Why India Wants Faster Approvals for New Fertilisers
The government plans to speed up approvals for new fertilisers, which currently take over 800 days in India versus 90 days in the US. By exempting products that meet quality and safety standards from mandatory field trials, it hopes to give farmers faster access to efficient, specialised crop nutrients amid a record subsidy bill.
The Union government is planning to make it quicker and easier to approve certain new fertilisers in India. At present, no new fertiliser can be sold in the country until it is registered under the Fertiliser (Control) Order of 1985, a regulation that governs the manufacture, import and sale of crop nutrients. A company must submit a detailed dossier on the product's chemical make-up, how it is made, and its safety, followed by field trials at several locations for at least two crop seasons to prove it actually improves yields. A central committee then reviews the data before approving or rejecting the product.
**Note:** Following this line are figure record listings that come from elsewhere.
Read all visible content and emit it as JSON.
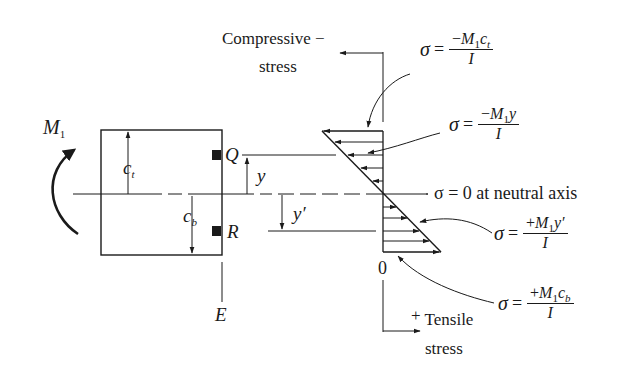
{
  "diagram": {
    "moment_label": {
      "symbol": "M",
      "subscript": "1"
    },
    "section": {
      "top_distance": {
        "symbol": "c",
        "subscript": "t"
      },
      "bottom_distance": {
        "symbol": "c",
        "subscript": "b"
      },
      "point_q": "Q",
      "point_r": "R",
      "edge_label": "E",
      "y_label": "y",
      "y_prime_label": "y′"
    },
    "stress_axis": {
      "top_label_line1": "Compressive",
      "top_label_line2": "stress",
      "top_sign": "−",
      "bottom_sign": "+",
      "bottom_label_line1": "Tensile",
      "bottom_label_line2": "stress",
      "origin_label": "0"
    },
    "equations": [
      {
        "id": "top-fiber",
        "sigma": "σ",
        "equals": "=",
        "numerator": "−M₁cₜ",
        "num_sign": "−",
        "num_M": "M",
        "num_sub": "1",
        "num_var": "c",
        "num_var_sub": "t",
        "denominator": "I"
      },
      {
        "id": "point-q",
        "sigma": "σ",
        "equals": "=",
        "num_sign": "−",
        "num_M": "M",
        "num_sub": "1",
        "num_var": "y",
        "num_var_sub": "",
        "denominator": "I"
      },
      {
        "id": "neutral-axis",
        "text": "σ = 0 at neutral axis"
      },
      {
        "id": "point-r",
        "sigma": "σ",
        "equals": "=",
        "num_sign": "+",
        "num_M": "M",
        "num_sub": "1",
        "num_var": "y′",
        "num_var_sub": "",
        "denominator": "I"
      },
      {
        "id": "bottom-fiber",
        "sigma": "σ",
        "equals": "=",
        "num_sign": "+",
        "num_M": "M",
        "num_sub": "1",
        "num_var": "c",
        "num_var_sub": "b",
        "denominator": "I"
      }
    ],
    "colors": {
      "line": "#1a1a1a",
      "background": "#ffffff"
    }
  }
}
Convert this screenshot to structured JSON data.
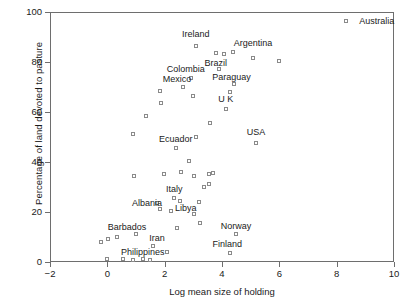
{
  "chart_data": {
    "type": "scatter",
    "title": "",
    "xlabel": "Log mean size of holding",
    "ylabel": "Percentage of land devoted to pasture",
    "xlim": [
      -2,
      10
    ],
    "ylim": [
      0,
      100
    ],
    "xticks": [
      -2,
      0,
      2,
      4,
      6,
      8,
      10
    ],
    "xticklabels": [
      "−2",
      "0",
      "2",
      "4",
      "6",
      "8",
      "10"
    ],
    "yticks": [
      0,
      20,
      40,
      60,
      80,
      100
    ],
    "yticklabels": [
      "0",
      "20",
      "40",
      "60",
      "80",
      "100"
    ],
    "grid": false,
    "legend": null,
    "marker": "open-square",
    "marker_color": "#8a8a8a",
    "frame_color": "#6e6e6e",
    "points": [
      {
        "x": 8.3,
        "y": 97.0,
        "label": "Australia"
      },
      {
        "x": 3.05,
        "y": 87.0,
        "label": "Ireland"
      },
      {
        "x": 4.05,
        "y": 83.5,
        "label": "Argentina"
      },
      {
        "x": 5.05,
        "y": 82.0,
        "label": null
      },
      {
        "x": 5.95,
        "y": 81.0,
        "label": null
      },
      {
        "x": 3.75,
        "y": 84.0,
        "label": "Brazil"
      },
      {
        "x": 4.35,
        "y": 84.5,
        "label": null
      },
      {
        "x": 3.85,
        "y": 77.5,
        "label": null
      },
      {
        "x": 2.9,
        "y": 74.0,
        "label": "Colombia"
      },
      {
        "x": 2.6,
        "y": 70.5,
        "label": "Mexico"
      },
      {
        "x": 4.4,
        "y": 71.5,
        "label": "Paraguay"
      },
      {
        "x": 4.25,
        "y": 68.5,
        "label": null
      },
      {
        "x": 1.8,
        "y": 69.0,
        "label": null
      },
      {
        "x": 2.95,
        "y": 67.0,
        "label": null
      },
      {
        "x": 1.85,
        "y": 64.0,
        "label": null
      },
      {
        "x": 1.3,
        "y": 59.0,
        "label": null
      },
      {
        "x": 4.1,
        "y": 61.5,
        "label": "U K"
      },
      {
        "x": 3.55,
        "y": 56.0,
        "label": null
      },
      {
        "x": 5.15,
        "y": 48.0,
        "label": "USA"
      },
      {
        "x": 0.85,
        "y": 51.5,
        "label": null
      },
      {
        "x": 3.05,
        "y": 50.5,
        "label": null
      },
      {
        "x": 2.35,
        "y": 46.0,
        "label": "Ecuador"
      },
      {
        "x": 2.8,
        "y": 41.0,
        "label": null
      },
      {
        "x": 2.55,
        "y": 36.5,
        "label": null
      },
      {
        "x": 3.0,
        "y": 35.0,
        "label": null
      },
      {
        "x": 1.95,
        "y": 35.5,
        "label": null
      },
      {
        "x": 0.9,
        "y": 35.0,
        "label": null
      },
      {
        "x": 3.5,
        "y": 35.5,
        "label": null
      },
      {
        "x": 3.65,
        "y": 36.0,
        "label": null
      },
      {
        "x": 3.35,
        "y": 30.5,
        "label": null
      },
      {
        "x": 3.5,
        "y": 31.5,
        "label": null
      },
      {
        "x": 2.3,
        "y": 26.0,
        "label": "Italy"
      },
      {
        "x": 3.15,
        "y": 24.5,
        "label": null
      },
      {
        "x": 1.7,
        "y": 24.0,
        "label": "Albania"
      },
      {
        "x": 2.5,
        "y": 25.0,
        "label": "Libya"
      },
      {
        "x": 1.8,
        "y": 21.5,
        "label": null
      },
      {
        "x": 2.2,
        "y": 21.0,
        "label": null
      },
      {
        "x": 3.0,
        "y": 19.5,
        "label": null
      },
      {
        "x": 3.2,
        "y": 16.0,
        "label": null
      },
      {
        "x": 2.4,
        "y": 14.0,
        "label": null
      },
      {
        "x": 4.45,
        "y": 11.5,
        "label": "Norway"
      },
      {
        "x": 4.25,
        "y": 4.0,
        "label": "Finland"
      },
      {
        "x": 0.95,
        "y": 11.5,
        "label": "Barbados"
      },
      {
        "x": 0.3,
        "y": 10.5,
        "label": null
      },
      {
        "x": -0.25,
        "y": 8.5,
        "label": null
      },
      {
        "x": 0.0,
        "y": 9.5,
        "label": null
      },
      {
        "x": 1.55,
        "y": 7.0,
        "label": "Iran"
      },
      {
        "x": 2.05,
        "y": 4.5,
        "label": null
      },
      {
        "x": 1.2,
        "y": 1.5,
        "label": "Philippines"
      },
      {
        "x": -0.05,
        "y": 1.5,
        "label": null
      },
      {
        "x": 0.5,
        "y": 1.5,
        "label": null
      },
      {
        "x": 0.85,
        "y": 1.2,
        "label": null
      },
      {
        "x": 1.45,
        "y": 1.2,
        "label": null
      }
    ],
    "annotations": [
      {
        "text": "Australia",
        "x": 8.75,
        "y": 97.0,
        "align": "left"
      },
      {
        "text": "Ireland",
        "x": 3.05,
        "y": 91.5,
        "align": "center"
      },
      {
        "text": "Argentina",
        "x": 5.05,
        "y": 88.0,
        "align": "center"
      },
      {
        "text": "Brazil",
        "x": 3.75,
        "y": 80.0,
        "align": "center"
      },
      {
        "text": "Colombia",
        "x": 2.7,
        "y": 77.5,
        "align": "center"
      },
      {
        "text": "Mexico",
        "x": 2.4,
        "y": 73.5,
        "align": "center"
      },
      {
        "text": "Paraguay",
        "x": 4.3,
        "y": 74.5,
        "align": "center"
      },
      {
        "text": "U K",
        "x": 4.1,
        "y": 65.5,
        "align": "center"
      },
      {
        "text": "USA",
        "x": 5.15,
        "y": 52.5,
        "align": "center"
      },
      {
        "text": "Ecuador",
        "x": 2.35,
        "y": 49.5,
        "align": "center"
      },
      {
        "text": "Italy",
        "x": 2.3,
        "y": 29.5,
        "align": "center"
      },
      {
        "text": "Albania",
        "x": 1.35,
        "y": 24.0,
        "align": "center"
      },
      {
        "text": "Libya",
        "x": 2.7,
        "y": 22.0,
        "align": "center"
      },
      {
        "text": "Barbados",
        "x": 0.65,
        "y": 14.5,
        "align": "center"
      },
      {
        "text": "Iran",
        "x": 1.7,
        "y": 10.0,
        "align": "center"
      },
      {
        "text": "Norway",
        "x": 4.45,
        "y": 15.0,
        "align": "center"
      },
      {
        "text": "Finland",
        "x": 4.15,
        "y": 7.5,
        "align": "center"
      },
      {
        "text": "Philippines",
        "x": 1.2,
        "y": 4.5,
        "align": "center"
      }
    ]
  }
}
The problem is speed. Officials and industry say it takes more than 800 days to register a new fertiliser in India, compared with around 90 days in the United States, about 30 in the European Union and Japan, and just 15 in Vietnam. The government is now considering exempting fertilisers that already meet set quality and safety standards from the mandatory field trials. An in-principle agreement has been reached, and the reform will be finalised after consultations with the farm research body, industry and state governments. This is expected to bring new products to farmers much faster.
There is a strong financial backdrop to this move. The government's fertiliser subsidy bill for 2026-27 is set to touch about Rs 3.4 lakh crore, far above the budgeted figure and well past earlier records. A subsidy is government money that keeps fertiliser prices low for farmers. Heavily subsidised products like urea are widely used but inefficient: only about 30 to 40 percent of the nitrogen in urea is actually used by the crop, with the rest lost to the air or washed into groundwater. The government wants to encourage non-subsidised, specialised products, such as water-soluble and slow-release fertilisers, which deliver nutrients far more efficiently and can be applied precisely through drip irrigation.
For farmers, faster approvals could mean quicker access to advanced products tailored to specific crops and growth stages, helping them get more output from each unit of nutrient. This is especially valuable as the cost of imported fertilisers and raw materials has climbed. Safeguards would remain: companies must still meet minimum nutrient levels, stay within limits on harmful contaminants like heavy metals, and label products accurately, with checks done after the product reaches the market rather than before.
For exam aspirants, this story links agricultural policy, the fertiliser subsidy burden, nutrient-use efficiency, and the broader theme of balancing regulation with ease of doing business, useful across economy, agriculture and current-affairs sections.
Key Points to Remember
- No new fertiliser can be sold in India without registration under the Fertiliser (Control) Order, 1985.
- Registration takes over 800 days in India, against about 90 in the US, 30 in the EU and Japan, and 15 in Vietnam.
- The government plans to exempt fertilisers meeting set quality and safety standards from mandatory two-season field trials.
- The 2026-27 fertiliser subsidy bill is set to reach about Rs 3.4 lakh crore, a record high.
- Urea is inefficient (only 30-40 percent of its nitrogen is used by crops), so the focus is shifting to efficient water-soluble and slow-release products.
- Safeguards stay in place: minimum nutrient content, limits on contaminants, accurate labelling and post-market checks.
Exam Relevance
Links agricultural policy, the fertiliser subsidy burden and ease-of-doing-business reform, a common economy and agriculture current-affairs topic.